UI Economist Prescribes Growth–Equity–Poverty Trio as Blueprint for Nigeria’s Sustainable Development
A Professor of Development Economics at the University of Ibadan, Taiwo Timothy Awoyemi, has outlined a three-pronged framework for Nigeria’s long-term economic stability, stressing that sustainable development depends on the simultaneous pursuit of economic growth, reduced inequality, and poverty eradication.
A Professor of Development Economics at the University of Ibadan, Taiwo Timothy Awoyemi, has outlined a three-pronged framework for Nigeria’s long-term economic stability, stressing that sustainable development depends on the simultaneous pursuit of economic growth, reduced inequality, and poverty eradication.

Awoyemi presented the framework while delivering the university’s 610th inaugural lecture titled “Nigeria in Persistent Struggle: Nuisance of Unfaithfulness to the Trio of Economic Development.” He argued that the country’s recurring economic instability stems from policy inconsistency and a systemic failure to balance these three pillars.
According to him, economic growth in Nigeria has historically been episodic and non-inclusive, with gains concentrated among a narrow segment of the population. He cited the 1970s oil boom as a peak period of expansion that failed to translate into broad-based prosperity.
The economist maintained that inequality continues to blunt the poverty-reducing impact of growth, warning that without deliberate redistribution policies, economic expansion will remain exclusionary. He identified governance failures, resource misallocation, ethnic tensions, and weak institutions as structural constraints undermining development outcomes.

Awoyemi also pointed to policy distortions such as aggressive privatisation and inadequate human capital investment as drivers of wealth concentration, arguing that these trends have deepened poverty despite periods of economic growth.
He advocated a shift toward pro-poor growth models that enable wider participation in economic activity, alongside policies to strengthen the middle class through inflation control, job creation, and support for small and medium enterprises.
On sectoral priorities, he called for increased agricultural productivity through the establishment of processing hubs across senatorial districts, expansion of digital commodity platforms such as AFEX Commodities Exchange, and higher investment in research and development.
He further recommended aligning education policy with STEM disciplines to meet evolving economic demands, while urging government agencies to improve data transparency through regular household surveys and the publication of disaggregated poverty and inequality metrics.

Awoyemi concluded that without structural reforms and policy discipline, Nigeria’s economic trajectory will remain volatile, stressing that coordinated action across growth, equity, and poverty reduction is the only viable path to inclusive and sustained development.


§ **Work order**
Each line in the entries below that holds the string "dicembre" is to be listed.
+---+
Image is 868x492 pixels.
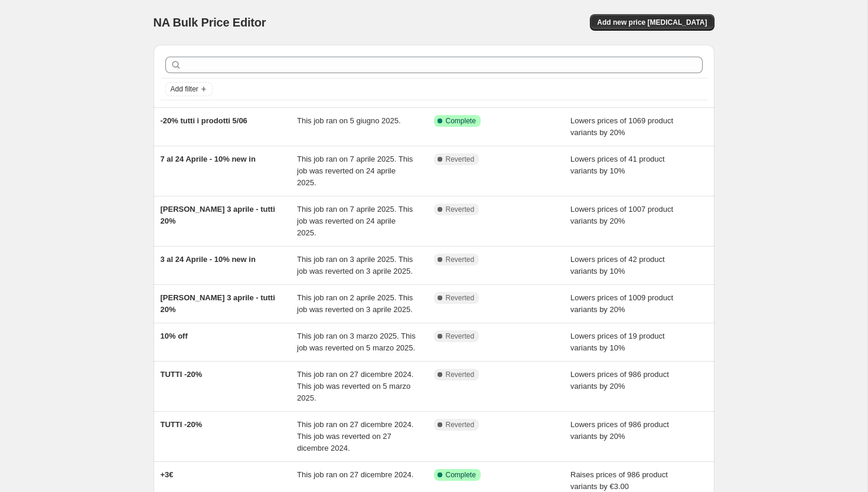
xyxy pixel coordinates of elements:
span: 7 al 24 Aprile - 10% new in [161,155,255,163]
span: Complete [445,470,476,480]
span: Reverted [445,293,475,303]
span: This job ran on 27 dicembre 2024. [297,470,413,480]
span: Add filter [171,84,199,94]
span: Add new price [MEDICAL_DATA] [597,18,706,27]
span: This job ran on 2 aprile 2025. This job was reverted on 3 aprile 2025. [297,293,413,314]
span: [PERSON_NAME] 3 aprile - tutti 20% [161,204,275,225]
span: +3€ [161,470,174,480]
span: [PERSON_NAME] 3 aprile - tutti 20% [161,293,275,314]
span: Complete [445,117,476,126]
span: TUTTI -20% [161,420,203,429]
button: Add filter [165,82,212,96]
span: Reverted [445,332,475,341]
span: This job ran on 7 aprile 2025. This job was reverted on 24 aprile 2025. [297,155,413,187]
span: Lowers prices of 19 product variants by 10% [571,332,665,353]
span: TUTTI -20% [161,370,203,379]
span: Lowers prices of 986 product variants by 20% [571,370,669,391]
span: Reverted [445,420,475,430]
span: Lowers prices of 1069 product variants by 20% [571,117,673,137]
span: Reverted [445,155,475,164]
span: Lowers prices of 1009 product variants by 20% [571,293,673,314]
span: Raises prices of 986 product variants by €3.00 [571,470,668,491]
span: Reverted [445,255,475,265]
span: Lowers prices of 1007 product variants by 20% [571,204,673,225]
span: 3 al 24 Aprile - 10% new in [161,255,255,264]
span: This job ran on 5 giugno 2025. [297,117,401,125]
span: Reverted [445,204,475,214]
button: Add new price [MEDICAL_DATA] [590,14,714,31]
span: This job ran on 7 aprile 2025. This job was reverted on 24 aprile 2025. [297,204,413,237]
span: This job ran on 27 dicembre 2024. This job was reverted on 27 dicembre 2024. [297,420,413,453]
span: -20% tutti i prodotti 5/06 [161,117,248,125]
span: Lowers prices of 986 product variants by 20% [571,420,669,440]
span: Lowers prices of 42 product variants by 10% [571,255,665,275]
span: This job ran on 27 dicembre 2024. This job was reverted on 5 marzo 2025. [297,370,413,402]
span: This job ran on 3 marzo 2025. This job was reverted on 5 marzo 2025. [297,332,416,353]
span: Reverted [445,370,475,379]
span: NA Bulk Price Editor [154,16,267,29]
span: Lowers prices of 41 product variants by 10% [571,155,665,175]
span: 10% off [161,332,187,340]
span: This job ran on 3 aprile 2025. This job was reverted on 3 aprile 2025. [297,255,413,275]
+---+
§ **Solution below**
span: This job ran on 27 dicembre 2024. [297,470,413,480]
span: This job ran on 27 dicembre 2024. This job was reverted on 27 dicembre 2024. [297,420,413,453]
span: This job ran on 27 dicembre 2024. This job was reverted on 5 marzo 2025. [297,370,413,402]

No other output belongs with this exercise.